China Market: The End of Cheap China
China, the end of cheap labour
This week, with the 18th Congress of the Chinese Communist Party, the media focus on the renewal of the government of the country. But the most important information is the revelation which appeared in the Journal of Economic Perspectives (Information about the Chinese labour market).
Competitiveness shock
In this article, the economists Hongbin Li, Lei Li, Wu Yanyan Xiong Binzhen show that over the past 15 years, real wages in China have dramatically increased. Between 1978 and 1997, this increase was almost non-existent: Chinese urban salary rose from $ 1004 to $ 1026. But since then, Chinese wages have exploded: in 2010, the average wage increased to $ 5487, an increase of almost 14% per year. The Chinese worker is now paid as Philippines and Thailand workers, and costs more than the Indian or Indonesian worker. Chinese employee also becomes less competitive.
A new context
What explains this loss of competitiveness of Chinese labour? The analysts identify three causes:
– Institutional factors: Previously, wages were set within public companies, with the development of privatisation, this system has disappeared. This created a labour market in China, leading companies to raise wages in order to continue to attract Chinese workers.
– Demographic change: China has benefited for years of a demographic dividend, with a high birth rate until the implementation of the one-child policy in 1979. Result: a strong increase in the population of working age maintained low wage levels. But the population may begin to decline from 2015. The population now puts upward pressure on wages.
– The end of internal migration: what kept the low level of wages in China’s export industries was also the rural exodus, the influx of people from rural to industrial cities. But today the Chinese campaigns are less willing to move to the coastal cities.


Pull every line containing "will" from the data.

Data entries:
>>>>
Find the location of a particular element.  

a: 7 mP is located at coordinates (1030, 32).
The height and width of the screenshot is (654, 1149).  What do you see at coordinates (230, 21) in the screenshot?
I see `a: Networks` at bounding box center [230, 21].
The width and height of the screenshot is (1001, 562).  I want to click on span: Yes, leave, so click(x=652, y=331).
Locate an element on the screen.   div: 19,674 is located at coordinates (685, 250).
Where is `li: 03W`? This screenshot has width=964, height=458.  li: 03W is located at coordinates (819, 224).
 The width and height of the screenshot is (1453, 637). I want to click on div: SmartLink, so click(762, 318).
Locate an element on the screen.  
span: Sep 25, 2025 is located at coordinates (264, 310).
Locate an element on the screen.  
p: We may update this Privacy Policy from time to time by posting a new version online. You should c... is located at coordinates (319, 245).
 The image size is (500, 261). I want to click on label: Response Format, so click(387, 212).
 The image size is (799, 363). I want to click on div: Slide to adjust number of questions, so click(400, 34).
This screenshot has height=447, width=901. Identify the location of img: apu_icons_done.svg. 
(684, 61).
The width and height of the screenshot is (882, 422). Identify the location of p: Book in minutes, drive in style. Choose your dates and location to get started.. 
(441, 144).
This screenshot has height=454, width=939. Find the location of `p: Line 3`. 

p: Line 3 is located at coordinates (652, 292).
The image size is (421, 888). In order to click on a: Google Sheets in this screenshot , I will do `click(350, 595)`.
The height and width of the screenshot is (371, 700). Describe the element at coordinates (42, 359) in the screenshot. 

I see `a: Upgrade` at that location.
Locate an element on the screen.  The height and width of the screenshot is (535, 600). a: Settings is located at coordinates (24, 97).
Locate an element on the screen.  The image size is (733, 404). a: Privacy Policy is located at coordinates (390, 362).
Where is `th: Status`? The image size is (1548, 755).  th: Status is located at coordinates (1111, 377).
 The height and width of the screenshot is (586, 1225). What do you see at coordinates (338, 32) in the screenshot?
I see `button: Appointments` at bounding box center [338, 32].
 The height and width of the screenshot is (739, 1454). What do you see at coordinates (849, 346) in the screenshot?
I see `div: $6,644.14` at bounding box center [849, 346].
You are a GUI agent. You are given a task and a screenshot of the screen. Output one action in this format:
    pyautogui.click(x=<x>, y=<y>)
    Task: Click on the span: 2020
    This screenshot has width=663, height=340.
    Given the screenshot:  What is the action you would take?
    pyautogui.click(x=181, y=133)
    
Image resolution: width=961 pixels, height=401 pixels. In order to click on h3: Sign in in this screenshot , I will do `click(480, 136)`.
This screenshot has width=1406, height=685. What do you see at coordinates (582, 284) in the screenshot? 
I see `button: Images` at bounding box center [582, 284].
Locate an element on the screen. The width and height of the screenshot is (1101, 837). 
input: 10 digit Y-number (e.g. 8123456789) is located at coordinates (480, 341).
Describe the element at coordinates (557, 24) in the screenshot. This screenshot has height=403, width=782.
<<<<
Response area:
The image size is (421, 888). In order to click on a: Google Sheets in this screenshot , I will do `click(350, 595)`.
Image resolution: width=961 pixels, height=401 pixels. In order to click on h3: Sign in in this screenshot , I will do `click(480, 136)`.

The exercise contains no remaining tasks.